Medical conditionICD-10 I10

Hypertension

Chronically elevated blood pressure. The largest single contributor to cardiovascular and stroke risk globally; usually asymptomatic until end-organ damage appears.

What it is

Hypertension is the sustained elevation of blood pressure above evidence-based thresholds. Current major guidelines (ACC/AHA 2017) define it as systolic ≥130 mmHg or diastolic ≥80 mmHg on repeated measurements. The World Health Organization estimates 1.28 billion adults globally have hypertension, and about half don't know it — "the silent killer" earned its nickname honestly. Untreated hypertension drives atherosclerosis, left-ventricular hypertrophy, chronic kidney disease, retinopathy, and roughly doubles the lifetime risk of stroke. The encouraging side: blood-pressure control is one of the most-evidence-supported interventions in all of medicine — every 10 mmHg drop in systolic pressure cuts stroke risk by ~27% and coronary disease by ~17%.

Key lab markers

  • Creatinine + eGFR — screening for hypertensive nephropathy; both deteriorate as kidney damage progresses.
  • Potassium — important before and during diuretic / ACE-inhibitor / ARB therapy.
  • Sodium — usually unremarkable unless diuretic-related.
  • HbA1c, fasting glucose — type 2 diabetes amplifies hypertensive risk.
  • LDL cholesterol — central to the overall cardiovascular risk calculation.
  • Urine albumin/creatinine ratio — earliest sign of hypertensive kidney damage; should be checked annually.

Symptoms

Hypertension is asymptomatic in the vast majority of patients — symptoms only appear when blood pressure is dangerously high or end-organ damage has occurred. Possible presentations:

  • Severe headache (usually only at very high pressures)
  • Visual changes
  • Chest discomfort, palpitations
  • Shortness of breath
  • Blood in urine

Most cases are caught by routine screening, which is exactly why screening cadence matters.

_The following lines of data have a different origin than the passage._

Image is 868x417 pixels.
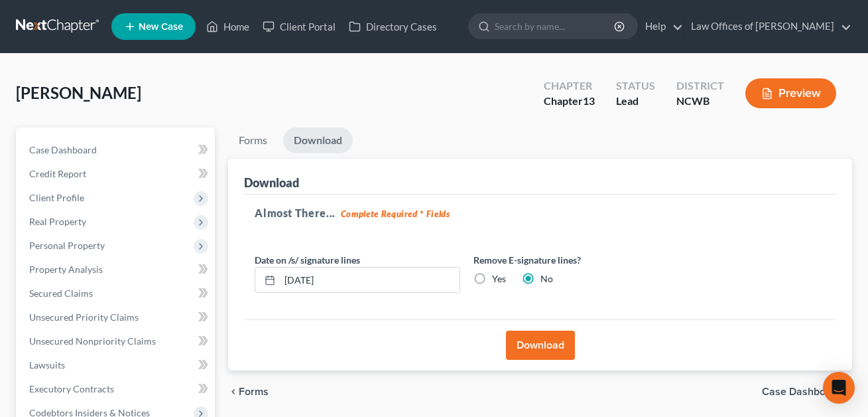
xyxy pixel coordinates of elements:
a: Client Portal [256,15,342,38]
div: Open Intercom Messenger [823,371,855,404]
label: Date on /s/ signature lines [255,253,360,267]
a: Executory Contracts [19,377,215,401]
input: MM/DD/YYYY [280,268,460,293]
i: chevron_left [228,386,239,397]
a: Property Analysis [19,258,215,281]
a: Unsecured Nonpriority Claims [19,329,215,353]
span: Case Dashboard [29,144,97,155]
button: chevron_left Forms [228,386,286,397]
span: Credit Report [29,168,86,179]
label: Yes [492,272,506,285]
span: Lawsuits [29,359,65,370]
a: Unsecured Priority Claims [19,305,215,329]
a: Help [639,15,683,38]
a: Directory Cases [342,15,444,38]
span: Unsecured Nonpriority Claims [29,335,156,346]
span: Personal Property [29,239,105,251]
label: Remove E-signature lines? [473,253,679,267]
a: Home [200,15,256,38]
a: Lawsuits [19,353,215,377]
span: 13 [583,94,595,107]
span: Secured Claims [29,287,93,299]
span: Forms [239,386,269,397]
span: New Case [139,22,183,32]
a: Download [283,127,353,153]
a: Law Offices of [PERSON_NAME] [684,15,852,38]
div: Status [616,78,656,93]
h5: Almost There... [255,205,826,221]
a: Secured Claims [19,281,215,305]
span: Client Profile [29,192,84,203]
button: Download [506,330,575,360]
a: Case Dashboard chevron_right [762,386,853,397]
button: Preview [746,78,836,108]
span: Real Property [29,216,86,227]
span: Executory Contracts [29,383,114,394]
div: Download [244,174,299,190]
a: Case Dashboard [19,138,215,162]
label: No [541,272,553,285]
span: Case Dashboard [762,386,842,397]
span: Unsecured Priority Claims [29,311,139,322]
div: Chapter [544,78,595,93]
strong: Complete Required * Fields [341,208,450,219]
input: Search by name... [495,14,616,38]
span: [PERSON_NAME] [16,83,141,102]
a: Credit Report [19,162,215,186]
div: District [676,78,724,93]
div: Chapter [544,93,595,109]
div: NCWB [676,93,724,109]
span: Property Analysis [29,264,103,274]
a: Forms [228,127,278,153]
div: Lead [616,93,656,109]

When to discuss with a doctor

An office blood pressure reading at or above 130/80 mmHg warrants confirmation — ideally with home or ambulatory monitoring before any treatment decision (white-coat hypertension is real). Patients with established hypertension need annual labs (eGFR, creatinine, urine albumin, lipid panel, glucose). Lifestyle change (DASH diet, sodium restriction, weight loss, regular exercise, alcohol moderation) is universal first-line; drug therapy is layered on by stage and comorbidity. Mediora.AI surfaces the kidney panel + lipid + glucose context for ongoing patients.